A graph datatype structure definition for FHIR® (Fast Healthcare Interoperability Resources)
- Warning: This is work in Progress!!!
...is to create a complex data type for graph and network data on FHIR.
- Graphs as list of nodes and edges
- Aspect-oriented - different types of information about network elements are separated into modules ("aspects")
- Designed to reduce message payload in common REST protocols through separation of aspects
- StructureDefinition for graphs in FHIR
- Resource data examples
- UML representation
FHIR® – Fast Healthcare Interoperability Resources (hl7.org/fhir) – is a next generation standards framework created by HL7. FHIR combines the best features of HL7's v2, HL7 v3 and CDA product lines while leveraging the latest web standards and applying a tight focus on implementability.
FHIR solutions are built from a set of modular components called "Resources". These resources can easily be assembled into working systems that solve real world clinical and administrative problems at a fraction of the price of existing alternatives.
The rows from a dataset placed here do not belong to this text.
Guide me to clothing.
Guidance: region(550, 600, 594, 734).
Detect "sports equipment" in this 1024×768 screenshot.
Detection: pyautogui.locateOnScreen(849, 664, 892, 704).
FHIR is suitable for use in a wide variety of contexts – mobile phone apps, cloud communications, EHR-based data sharing, server communication in large institutional healthcare providers, and much more.
Networks are a powerful and flexible methodology for expressing biological knowledge for computation and communication. Albeit its benefits, the sharing of networks, the collaboration on network curation, keeping track of changes between different network versions, and detecting different versions itself, still is a major problem in network biology.
The Network Data Exchange, or NDEx, is an open-source software framework to manipulate, store and exchange networks of various types and formats (Pratt et al., 2015, Cell Systems 1, 302-305, October 28, 2015 ©2015 Elsevier Inc. ScienceDirect). For the exchange of network data, NDEx uses the Cytoscape Cyberinfrastructure Network Interchange Format, or just CX format.
Currently, there's no complex data type available to represent networks within the FHIR framework, despite its increasing application in research.
This repository also includes a implementation of the graph structure as RESTFull server. The server connects to the public NDEx website and provides the accessible networks as FHIR compliant resource.
The HAPI-FHIR library forms the base for the server implementation (FHIR-Graph-Server), i.e., the graph server was cloned from the hapi-fhir-jpaserver-example. Also see the documentation of the original JPA Server.
For the connection to the NDEx server and convenient access to commonly methods, especially those for network I/O, search, and query, the provided NDEx Java Client and the accompanying Java object model are used.